Source page: McKinsey & Company

Commentary

Visual form

Historical stacked bar chart with a projected future-state bar.

Layout / body structure

The chart is a long time-series stack read left to right from the early 2000s to 2023, followed by a separated future-state bar on the far right. Annotations above the stacks call out the biggest past decline and the projected future reduction.

What is being compared

It compares total global official development assistance over time and breaks that total into U.S. government bilateral, non-U.S. NATO bilateral, other bilateral, EU institutions, and multilateral funding sources.

Measurement system

The bars are measured in billions of dollars, and the annotation on the right translates the expected funding change into a 15 to 22 percent reduction. The stacked colors separate each funding source and allow the reader to track how the composition changes over time.

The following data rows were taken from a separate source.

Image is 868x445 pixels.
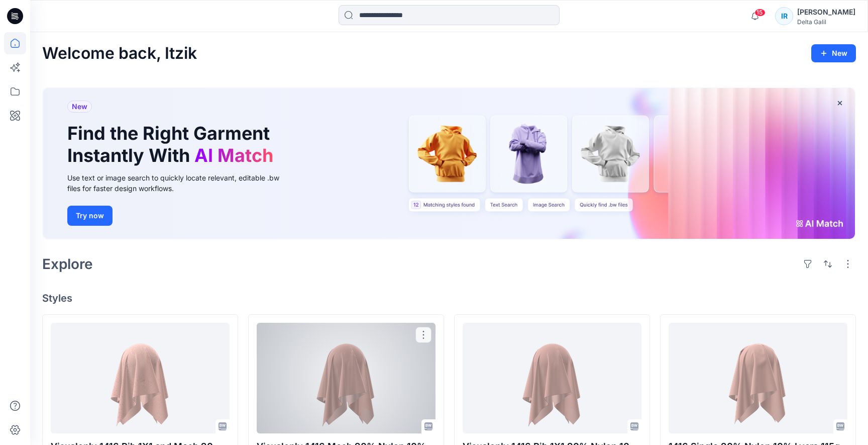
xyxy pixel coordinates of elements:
a: Visualonly 1416 Mesh 90% Nylon 10% Lycra 115g [256,323,436,433]
div: IR [775,7,793,25]
button: Try now [67,205,112,226]
span: New [72,101,88,112]
a: 1416 Single 90% Nylon 10% Lycra 115g [668,323,847,433]
h2: Explore [42,256,93,272]
a: Visualonly 1416 Rib 1X1 90% Nylon 10% Lycra 115g [462,323,641,433]
h4: Styles [42,292,856,304]
h2: Welcome back, Itzik [42,44,197,63]
h1: Find the Right Garment Instantly With [67,123,278,165]
a: Visualonly 1416 Rib 1X1 and Mesh 90% Nylon 10% Lycra 115g [50,323,230,433]
div: Use text or image search to quickly locate relevant, editable .bw files for faster design workflows. [67,173,293,194]
button: New [811,44,856,62]
span: 15 [754,9,765,17]
div: [PERSON_NAME] [797,6,855,18]
span: AI Match [194,144,273,166]
div: Delta Galil [797,18,855,26]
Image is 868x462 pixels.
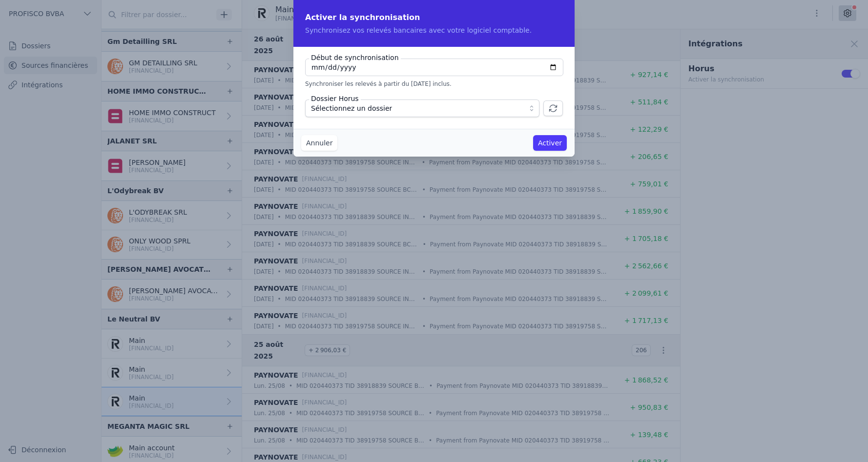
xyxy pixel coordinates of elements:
label: Dossier Horus [309,94,361,104]
button: Annuler [301,135,337,151]
label: Début de synchronisation [309,53,401,62]
span: Sélectionnez un dossier [311,102,392,114]
button: Sélectionnez un dossier [305,99,539,117]
button: Activer [533,135,567,151]
h2: Activer la synchronisation [305,12,562,23]
p: Synchronisez vos relevés bancaires avec votre logiciel comptable. [305,25,562,35]
p: Synchroniser les relevés à partir du [DATE] inclus. [305,80,562,88]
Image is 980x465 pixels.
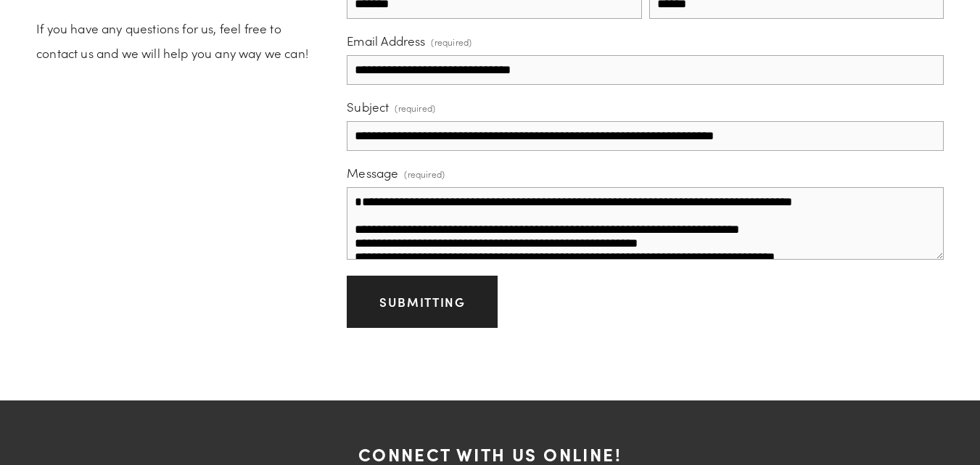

Visible structure inside the graphic

The historical series climbs from around 80 billion dollars in the early 2000s to a peak of 275 in 2023. The 2023 bar is broken into visible segments labeled 57, 80, 49, 37, and 52. To the far right, the future-state bar is shorter, labeled around 215 to 234, and sits under a bracketed note describing the projected early reduction. An earlier annotation also marks a 32 percent decline from 176 to 120 in the mid-2000s.

Main takeaway from the visual

The chart shows that official development assistance expanded substantially through 2023 but now faces a large projected reversal that could erase a meaningful share of the recent gains.

Key standout values or extremes

The historical peak reaches 275 billion dollars in 2023. The future-state projection falls to roughly 215 to 234, implying a 15 to 22 percent reduction and a funding loss of tens of billions of dollars. The prior largest decline marked on the chart is 32 percent, from 176 to 120.

Controls / sequence, when applicable

This is a static chart image with no in-chart controls to operate.

Companion media, when applicable

There is no separate companion audio or video; the chart image is the full visual on this page.


Global aid at a crossroads

Globalization | Growth

June 11, 2025 – Global aid faces a pivotal moment. After years of official development assistance increasing, major foreign donors have announced significant reductions. As a result, a 15 to 22 percent reduction in funds is expected, for an estimated loss of $41 billion to $60 billion, according to Senior Partner Tania Holt and coauthors. Stakeholders can consider several levers to combat these challenges, including mobilizing additional resources and reprioritizing investments and programs.

Recent announcements could imply a 15 to 22 percent reduction in global official development assistance.

To read the article, see “A generational shift: The future of foreign aid,” May 6, 2025.